In given data collection form one page has been designed for the collection of
handwritten Urdu digit shown in Figure 4.4. For handwritten Urdu digit database each
of 159 writers was asked to give 10 sample of each digit from zero to nine. And
finally database of 15900 handwritten Urdu digits has been prepared. A dataset of 159
handwritten paragraphs and document pages is prepared for testing various paragraph,
line, words and character segmentation methods. A sample handwritten Urdu
paragraph is shown in Figure 4.5. A blank page along with a printed paragraph was
given to 159 writers and requests to write the same paragraph on blank page. These
written documents were scanned using scanner with 300 dpi.
After collecting sample of all possible character these data collection pages
were optically scanned with 300 dpi resolutions using scanner. The input file for the
system is color jpg format file which was later converted into a gray scale file. This
method was preferred because gray scale image files can cover more pixels of
Figure 4.2 Total 135 character shapes of Urdu Script
Offline Handwritten Urdu Dataset Preparation
60
scanned image than binary form, and provide more information related to
scanned character. In case of binary type image file, noise or some features like loop
may be distorted. As discussed earlier in case of Urdu destruction of even a small dot
may change the meaning of character. As scanned pages were very clean and no
specific noise was observed in scanned images. Even thought for designing a quality
dataset basic noise removal method (discussed in preprocessing section) were applied
at each page level before cropping character and storing in character database. After
analyzing dataset, some broken and overwritten characters were found. To normalize
these characters, various morphological filtering methods were applied on dataset
images and noise free dataset is developed.

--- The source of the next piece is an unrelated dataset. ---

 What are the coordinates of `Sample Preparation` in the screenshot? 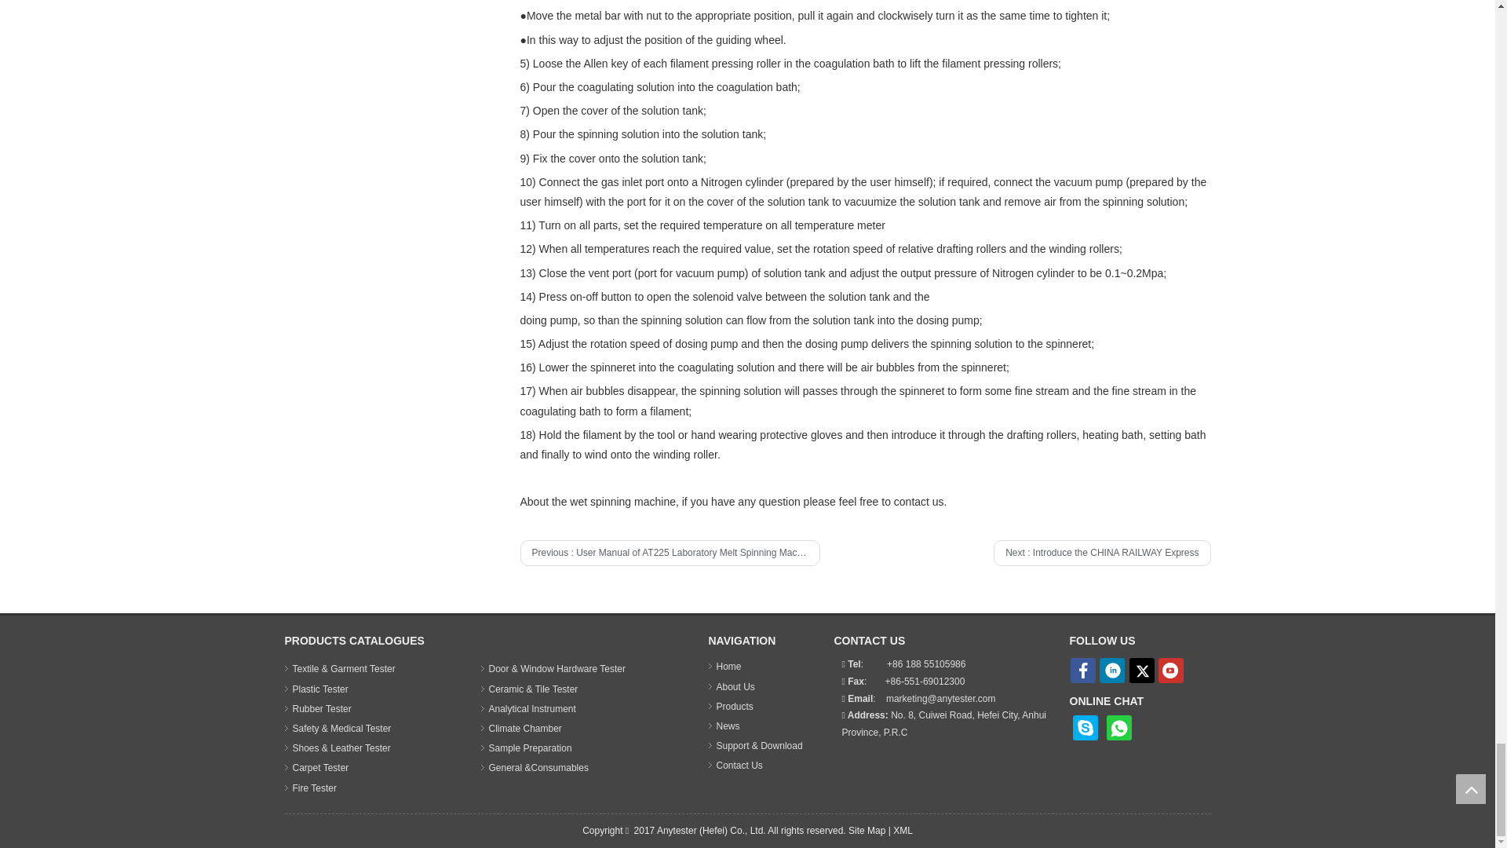 It's located at (529, 748).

4.2 Handwritten Urdu Dataset collection formats
Figure 4.3 Scanned Form: Handwritten Urdu character Dataset collection
Offline Handwritten Urdu Dataset Preparation
61
Scanned Form: Handwritten Urdu character Dataset collection
Offline Handwritten Urdu Dataset Preparation
62
Scanned Form: Handwritten Urdu character Dataset collection
Offline Handwritten Urdu Dataset Preparation
63
Scanned Form: Handwritten Urdu character Dataset collection
Offline Handwritten Urdu Dataset Preparation
64
Scanned Form: Handwritten Urdu character Dataset collection
Offline Handwritten Urdu Dataset Preparation
65
Figure 4.4 Scanned form Handwritten Urdu Digit dataset collectione
Offline Handwritten Urdu Dataset Preparation
66
Figure 4.5 Sample Handwritten Urdu paragraph
Offline Handwritten Urdu Dataset Preparation
67
References:
1. IFN/ENIT - Database of Arabic Handwritten words, Institute of Communications
Technology, Technical University Braunschweig, Germany. Available at
http://ifnenit.com/
2. Saeed Mozaffari, Karim Faez, Farhad Faradji, Majid Ziaratban, S Mohamad
Golzan, A comprehensive isolated Farsi/Arabic character database for
handwritten OCR research, Tenth International Workshop on Frontiers in
Handwriting Recognition (2006), Amirkabir University of Technology, Tehran.

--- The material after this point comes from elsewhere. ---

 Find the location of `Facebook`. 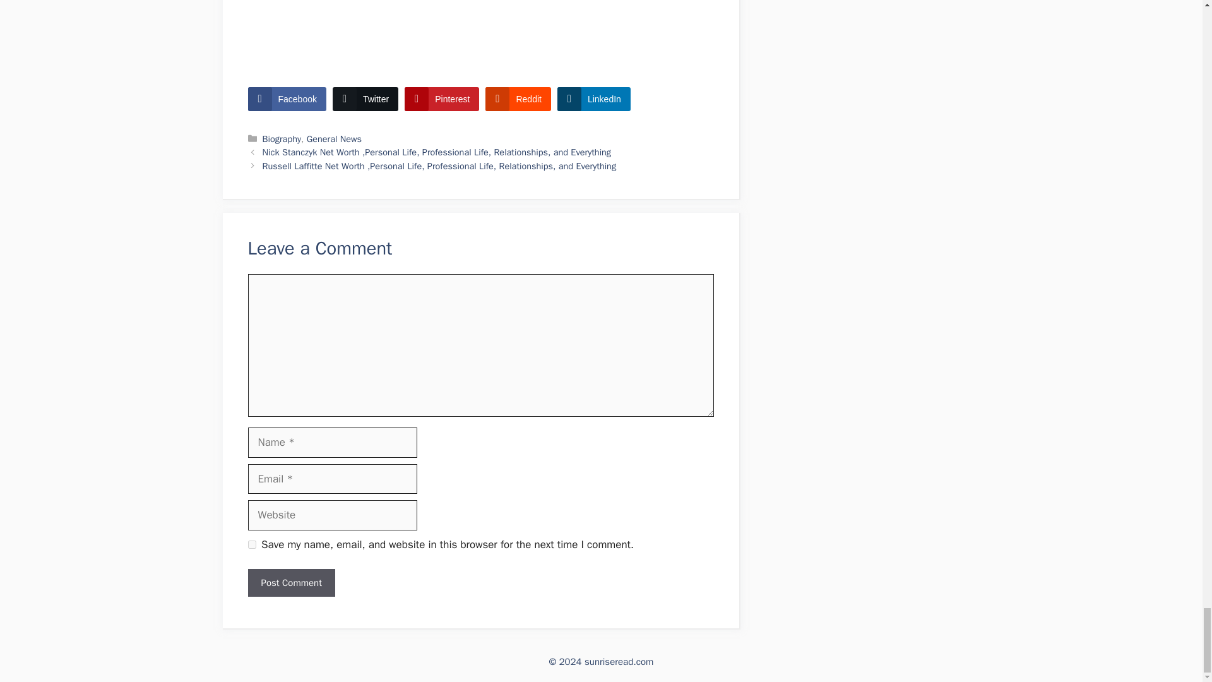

Available at http://hal.inria.fr/docs/00/11/26/76/PDF/cr1096180506660.pdf
3. Malik. W. Sagheer, C. L. He, N. Nobile and C. Y. Suen, "A New Large Urdu
Database for Off-Line Handwriting Recognition," Proceedings ICIAP
(International Conference on Image Analysis and Processing), pp. 538-546,
Salerno, Italy, Sept. 2009.
4. Ahsen Raza, Imran Siddiqi, Ali Abidi, Fahim Arif, ‘An Unconstrained Benchmark
Urdu Handwritten Sentence Database with Automatic Line Segmentation’, Proc.
of 2012 International Conference on Frontiers in Handwriting Recognition, PP
489-494.
5. Omar Mukhtar, Srirangaraj Setlur, and Venu Govindaraju, “Experiments on Urdu
Text Recognition”, V. Govindaraju, S. Setlur (eds.), Guide to OCR for Indic
Scripts, Advances in Pattern Recognition, DOI 10.1007/978-1-84800-330-9_8, C
_ Springer-Verlag London Limited 2009, pp 163-171.